The global supply chain for medical radioisotopes has historically been fragile. The dominant production method – neutron irradiation in nuclear reactors using highly enriched uranium targets – is concentrated in a small number of ageing research reactors worldwide, creating supply shortages whenever maintenance or unexpected outages occur. The field has been actively pursuing alternative production routes that use particle accelerators rather than nuclear reactors, reducing dependence on nuclear reactor infrastructure and the regulatory complexities of highly enriched uranium.
Electron accelerator-based isotope production works by using a high-energy electron beam to produce X-rays (bremsstrahlung) which then irradiate a target material to produce the desired radioisotope through photonuclear reactions. The limitation of existing accelerator-based systems is production yield – the amount of useful isotope produced per unit time depends on the intensity and energy of the beam, and single-accelerator systems may struggle to match the production volumes achievable in reactors. Increasing the beam current of a single accelerator has physical limits; an alternative approach is needed to scale up production.
What This Invention Does
NorthStar’s invention solves the production volume challenge by using two electron accelerators simultaneously, each generating its own beamline. The two beamlines are converged onto a single target assembly, which is irradiated by both beams at the same time. The combined irradiation drives the transmutation of the target isotope into the desired product isotope at a rate that reflects the combined beam intensity – effectively doubling the irradiation compared to a single-accelerator system operating at the same individual beam parameters.

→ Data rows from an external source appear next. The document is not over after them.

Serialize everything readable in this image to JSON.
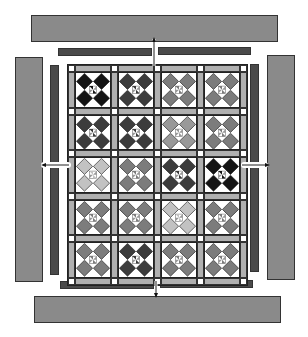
{
  "diagram": {
    "type": "quilt-assembly",
    "grid": {
      "rows": 5,
      "cols": 4
    },
    "shades": {
      "black": "#141414",
      "dark": "#3c3c3c",
      "medium": "#7c7c7c",
      "lightmedium": "#999999",
      "light": "#c2c2c2"
    },
    "blocks": [
      [
        "black",
        "dark",
        "medium",
        "medium"
      ],
      [
        "dark",
        "dark",
        "lightmedium",
        "medium"
      ],
      [
        "light",
        "medium",
        "dark",
        "black"
      ],
      [
        "medium",
        "medium",
        "light",
        "medium"
      ],
      [
        "medium",
        "dark",
        "medium",
        "medium"
      ]
    ],
    "colors": {
      "outer_border": "#8a8a8a",
      "inner_border": "#4a4a4a",
      "sashing": "#b0b0b0",
      "cornerstone": "#ffffff",
      "background": "#ffffff"
    },
    "arrows": [
      "up",
      "down",
      "left",
      "right"
    ]
  }
}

The target assembly is the core element that receives both beamlines. By irradiating a single target with two converging beams rather than two separate targets with one beam each, the system maximises the efficiency of isotope production at the target site and potentially simplifies the downstream isotope separation and handling workflow, since only one target assembly needs to be processed rather than two.

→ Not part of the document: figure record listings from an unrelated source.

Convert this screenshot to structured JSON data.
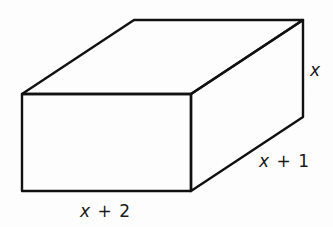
{
  "diagram": {
    "type": "rectangular-prism",
    "dimensions": {
      "height": {
        "var": "x",
        "op": "",
        "num": ""
      },
      "depth": {
        "var": "x",
        "op": "+",
        "num": "1"
      },
      "width": {
        "var": "x",
        "op": "+",
        "num": "2"
      }
    },
    "colors": {
      "stroke": "#111111",
      "background": "#fdfdfd"
    }
  }
}
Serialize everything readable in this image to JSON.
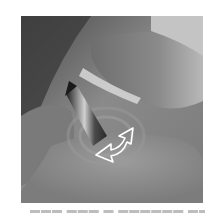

This architecture also provides redundancy: if one accelerator requires maintenance or experiences an issue, the other can continue to irradiate the target, maintaining at least partial production capacity. For medical isotopes where supply continuity is clinically critical, this built-in redundancy represents a meaningful operational advantage over systems where a single accelerator failure results in complete production stoppage.
Key Features
Dual electron accelerator architecture. Two electron accelerators each generate independent beamlines that are converged onto the target, doubling the effective irradiation intensity compared to a single-accelerator system.
Converged dual beam irradiation. Both beamlines simultaneously irradiate the same target assembly, maximising the transmutation rate of the target isotope into the desired product isotope.
Target isotope transmutation. The combined beam irradiation drives the conversion of the target material into medically useful radioisotopes through photonuclear reactions, enabling accelerator-based production independent of nuclear reactors.
Operational redundancy. The dual-accelerator design provides inherent backup capacity – if one accelerator goes offline, the other continues to operate, protecting supply continuity for critical medical isotopes.
Medical radioisotope focus. The system is specifically directed at producing radioisotopes for medical applications, addressing the global need for reliable, reactor-independent sources of diagnostic and therapeutic isotopes.
Who Is Behind It?
NorthStar Medical Radioisotopes, LLC is a US-based company focused on the production of medical isotopes using accelerator technology rather than nuclear reactors. The company has been a pioneer in non-reactor production of molybdenum-99 and other medical isotopes. The inventor team – Daniel E. Peltier, Rimas S. Milunas, James T. Harvey, Sarah M. Burns, Quintin G. Schiller, Maxwell J. Brennan, Jason M. Schlough, Tomas A. Montenegro and James L. McCarter – reflects deep expertise in accelerator physics, nuclear engineering and isotope production. The application is filed through FPA Patent Attorneys and is a divisional of an earlier filing (AU 2021328565).
Why It Matters
The security of medical radioisotope supply is a genuine public health issue. When molybdenum-99 supplies are disrupted, nuclear medicine departments must cancel or delay procedures, affecting patient care across diagnostic imaging and cancer treatment. The shift from reactor-based to accelerator-based isotope production is one of the most important strategic investments being made in nuclear medicine infrastructure globally.
NorthStar’s dual-accelerator approach represents a meaningful step in making accelerator-based production more commercially viable – producing higher yields that can compete with reactor-based methods while maintaining the geographic flexibility and operational independence that accelerator systems offer. As ageing research reactors reach the end of their operational lives and regulatory pressures on highly enriched uranium use intensify, accelerator-based isotope production systems like those described in this patent will become increasingly central to the global supply of life-saving medical isotopes.
AU 2026201599 was published in the Australian Official Journal of Patents on 19 March 2026 and is open for public inspection. Patent applications represent inventions that are sought to be protected and do not necessarily reflect commercially available products.